> [Data for review]
▼
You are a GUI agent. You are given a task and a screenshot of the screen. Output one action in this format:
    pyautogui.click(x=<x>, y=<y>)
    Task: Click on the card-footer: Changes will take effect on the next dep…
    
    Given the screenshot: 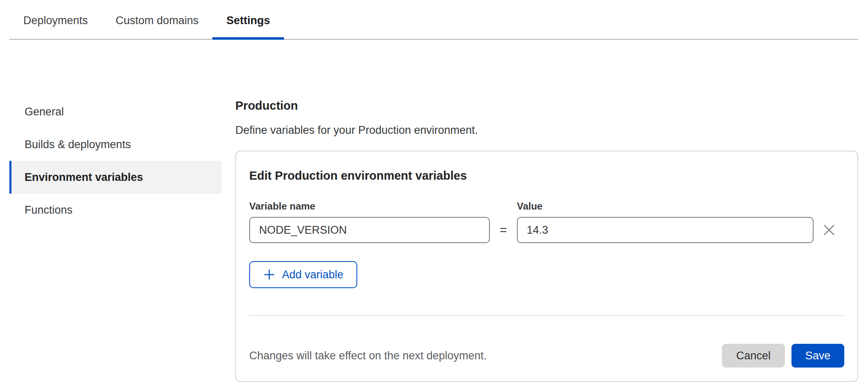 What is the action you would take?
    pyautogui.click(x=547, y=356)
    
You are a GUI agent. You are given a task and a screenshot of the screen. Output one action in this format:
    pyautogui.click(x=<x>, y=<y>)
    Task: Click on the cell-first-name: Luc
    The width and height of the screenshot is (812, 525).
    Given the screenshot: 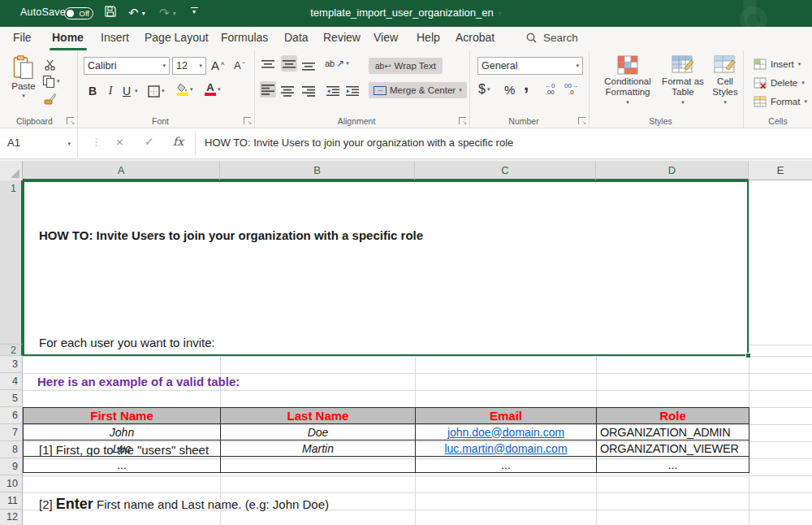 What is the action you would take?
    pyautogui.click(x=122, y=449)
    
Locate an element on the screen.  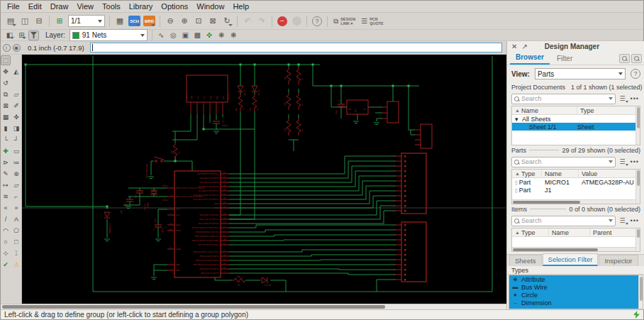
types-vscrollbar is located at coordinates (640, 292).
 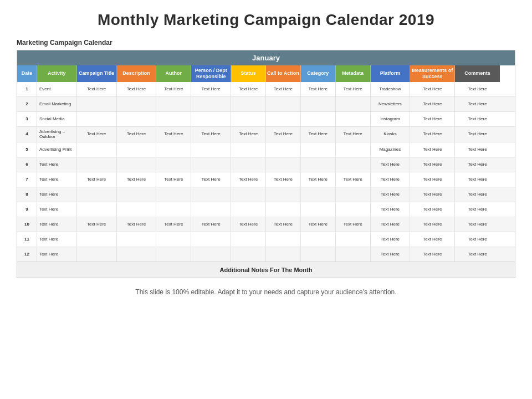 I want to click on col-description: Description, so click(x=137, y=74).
▲
> [Your instructions] After locating the line that contains "Task: Click on the card-footer: Changes", please copy exactly every line from the start of the records through it, and nothing else.

> [Solved problem]
You are a GUI agent. You are given a task and a screenshot of the screen. Output one action in this format:
    pyautogui.click(x=<x>, y=<y>)
    Task: Click on the card-footer: Changes will take effect on the next dep…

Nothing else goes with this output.